Tuesday, October 15, 2013

Kerygma - to accept or not to accept

"There is no entry fee to meet Jesus." - Pope Francis

The journey will cost me everything because it requires a complete handing over of my entire life to the God who gave me that life in the first place. But the invitation, the encounter with the living God who was once dead but no longer lies in the tomb, that is offered freely.

He calls each person by name. He meets you and me somewhere, some day. He is in the darkness and in the light, the highs and the lows. He meets us when we're crazy busy at work mending our nets or collecting tax revenues. He meets us in the dark recesses of an affair or a maddening addiction. He flashes the light of truth on us when we're in the middle of persecuting others through hate-filled political agitating or accusatory, uncharitable protesting - and we fall to the ground like Saul of Tarsus as Christ says, "Why are you persecuting me?"
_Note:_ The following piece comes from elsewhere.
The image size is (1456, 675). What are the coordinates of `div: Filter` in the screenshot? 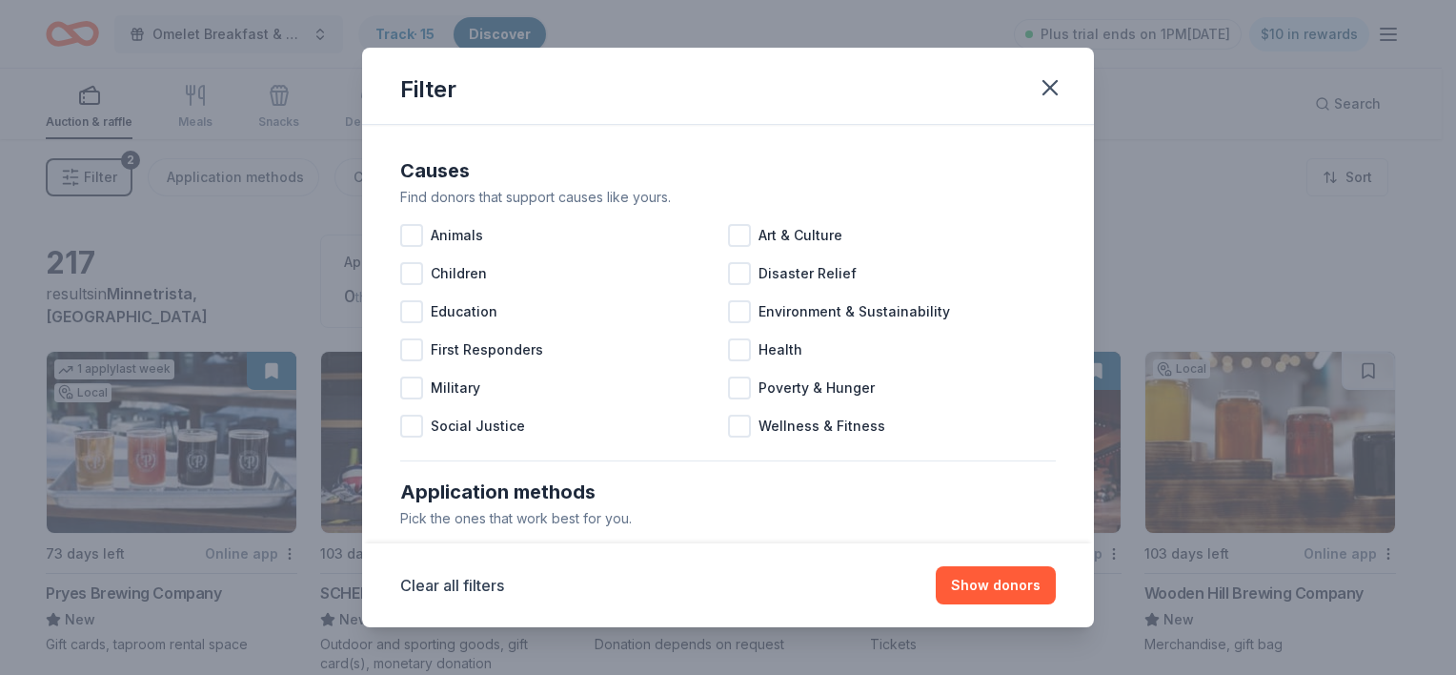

The encounter comes to each human person in as many varieties as there are people. But He comes to everyone, one-on-one without exception, as if you were the only person who had ever lived. At some point you will be offered this "kerygma" as the Greeks called it - the proclamation of the Good News that God took flesh and paid full price for your freedom from sin. He came to give you a way out of the prison of selfishness, misery and death. And He did it by handing himself over to death itself so as to destroy it from the inside out.

Salvation is God's to give, not ours to take. We cannot dictate terms to Him. The question is this: will we each choose to accept the gift or reject it? He, the infinitely loving Father, will forever respect our decision.